Harvey sat up straight for a moment, put down his drink, grunted, reached over his belly to his ankle and raised his pants leg. I saw a sheath knife strapped to his ankle. He unhooked it, drew it, and began to pare his fingernails, all the while looking me over through bloodshot eyes. It had been a couple of weeks since he had put me to squirming in his presence, but now I could not say if he was friend or foe. He grunted.
“I guess,” I said, “SM/ONION may be a way of telling us to keep peeling the layers.”
“Fuck that noise.” He set down the knife to knock back half of a new martini. “I don’t intend to wait another two weeks to discover that this son of a bitch has still another cryptonym. Either he’s a heavyweight, or somebody’s in total panic of me. I smell VQ/WILDBOAR in the woodshed.”
“Wolfgang?”
“You bet.
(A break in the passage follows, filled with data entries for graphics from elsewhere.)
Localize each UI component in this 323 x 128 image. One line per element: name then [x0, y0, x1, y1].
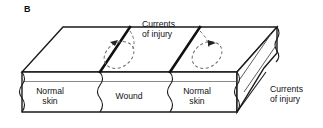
label-normal-skin-left-line1: Normal — [36, 86, 64, 96]
annotation-currents-right-line2: of injury — [270, 94, 323, 104]
label-normal-skin-right-line1: Normal — [183, 86, 211, 96]
annotation-currents-top-line1: Currents — [142, 19, 175, 29]
annotation-currents-right-line1: Currents — [270, 84, 303, 94]
label-normal-skin-right: Normal skin — [168, 86, 226, 106]
panel-label-b: B — [24, 4, 31, 15]
label-normal-skin-right-line2: skin — [168, 96, 226, 106]
label-normal-skin-left-line2: skin — [24, 96, 76, 106]
annotation-currents-of-injury-top: Currents of injury — [142, 19, 194, 39]
label-wound-text: Wound — [115, 91, 142, 101]
label-normal-skin-left: Normal skin — [24, 86, 76, 106]
annotation-currents-top-line2: of injury — [142, 29, 194, 39]
figure-root: B Normal skin Wound Normal skin Currents… — [0, 0, 323, 128]
annotation-currents-of-injury-right: Currents of injury — [270, 84, 323, 104]
label-wound: Wound — [101, 91, 157, 101]
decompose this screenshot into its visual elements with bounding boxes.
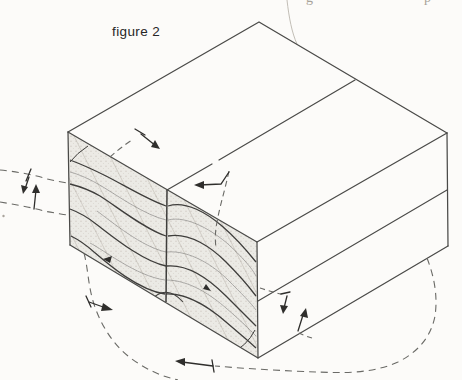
top-face-motion-arrow-left	[194, 172, 229, 189]
bottom-left-flow-arrow	[86, 296, 113, 311]
left-upper-dashed-line	[0, 170, 67, 183]
left-shear-arrow-up	[32, 184, 40, 209]
scan-speck	[2, 215, 4, 217]
lower-band-shear-arrow-down	[280, 292, 290, 314]
top-face-motion-arrow-downright	[135, 129, 160, 149]
bottom-center-flow-arrow	[175, 358, 214, 372]
shaded-cross-section-face	[4, 100, 352, 380]
lower-band-dashed-lower	[299, 333, 312, 338]
block-diagram	[0, 0, 462, 380]
top-face-dashed-arc-left	[110, 140, 132, 157]
face-hatching	[4, 100, 352, 380]
plate-boundary-trace-top	[167, 80, 355, 190]
leader-line-from-cropped-text	[287, 0, 297, 44]
scanned-figure-page: g p figure 2	[0, 0, 462, 380]
top-back-edges	[68, 22, 447, 133]
ridge-axis-line	[166, 190, 167, 302]
layer-boundary-line	[258, 190, 447, 301]
left-shear-arrow-down	[21, 169, 31, 194]
lower-band-shear-arrow-up	[298, 308, 308, 331]
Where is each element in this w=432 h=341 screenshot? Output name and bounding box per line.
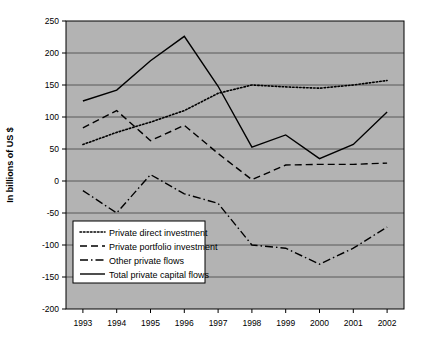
legend-label: Other private flows bbox=[109, 256, 185, 266]
x-axis-tick-label: 1997 bbox=[209, 318, 228, 328]
legend-label: Total private capital flows bbox=[109, 270, 210, 280]
x-axis-tick-labels: 1993199419951996199719981999200020012002 bbox=[73, 309, 396, 328]
x-axis-tick-label: 1998 bbox=[242, 318, 261, 328]
x-axis-tick-label: 1994 bbox=[107, 318, 126, 328]
chart-legend: Private direct investmentPrivate portfol… bbox=[73, 221, 218, 283]
x-axis-tick-label: 1993 bbox=[73, 318, 92, 328]
y-axis-tick-label: 50 bbox=[50, 144, 60, 154]
x-axis-tick-label: 2000 bbox=[310, 318, 329, 328]
x-axis-tick-label: 1995 bbox=[141, 318, 160, 328]
y-axis-tick-label: 250 bbox=[45, 16, 59, 26]
y-axis-tick-label: -100 bbox=[42, 240, 59, 250]
x-axis-tick-label: 1999 bbox=[276, 318, 295, 328]
y-axis-tick-label: 150 bbox=[45, 80, 59, 90]
chart-container: 250200150100500-50-100-150-200 199319941… bbox=[0, 0, 432, 341]
line-chart: 250200150100500-50-100-150-200 199319941… bbox=[0, 0, 432, 341]
x-axis-tick-label: 2002 bbox=[378, 318, 397, 328]
y-axis-tick-label: 200 bbox=[45, 48, 59, 58]
legend-label: Private direct investment bbox=[109, 228, 208, 238]
y-axis-tick-label: -150 bbox=[42, 272, 59, 282]
legend-label: Private portfolio investment bbox=[109, 242, 218, 252]
y-axis-tick-label: 100 bbox=[45, 112, 59, 122]
y-axis-tick-labels: 250200150100500-50-100-150-200 bbox=[42, 16, 59, 314]
x-axis-tick-label: 2001 bbox=[344, 318, 363, 328]
y-axis-tick-label: -50 bbox=[47, 208, 60, 218]
x-axis-tick-label: 1996 bbox=[175, 318, 194, 328]
y-axis-title: In billions of US $ bbox=[5, 127, 15, 203]
y-axis-title-text: In billions of US $ bbox=[5, 127, 15, 203]
y-axis-tick-label: -200 bbox=[42, 304, 59, 314]
y-axis-tick-label: 0 bbox=[54, 176, 59, 186]
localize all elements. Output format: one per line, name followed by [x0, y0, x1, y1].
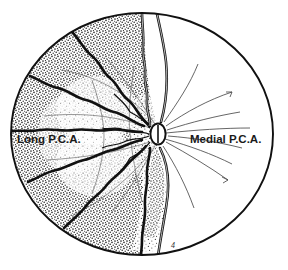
label-long-pca: Long P.C.A.	[17, 133, 81, 145]
label-medial-pca: Medial P.C.A.	[190, 133, 261, 145]
anatomy-illustration: Long P.C.A. Medial P.C.A. 4	[0, 0, 288, 270]
signature-mark: 4	[171, 241, 175, 250]
vessel-superior-temporal	[157, 14, 167, 122]
figure-root: Long P.C.A. Medial P.C.A. 4	[0, 0, 288, 270]
optic-disc	[150, 123, 165, 144]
Do you think Wolfgang could be with ONION in London?” He mused on this long enough to snort. “All right. We’re going to tie you in to a couple of our effectives in London. Tomorrow morning, you start calling them. If KU/CLOAKROOM assumes that he can hide in London, he is going to learn what a ream-job is all about.”
“Yessir.”
“Don’t look so unhappy, Hubbard. Hard work never killed an honest intelligence operator.”
“Check.”
“See me here for breakfast seven o’clock.”
With that, he put the knife back in its sheath, picked up his glass, and fell asleep. Sound asleep. I could be certain of this because the hand that held his martini did a quarter-roll of the wrist and emptied out his drink on the rug. He began to snore.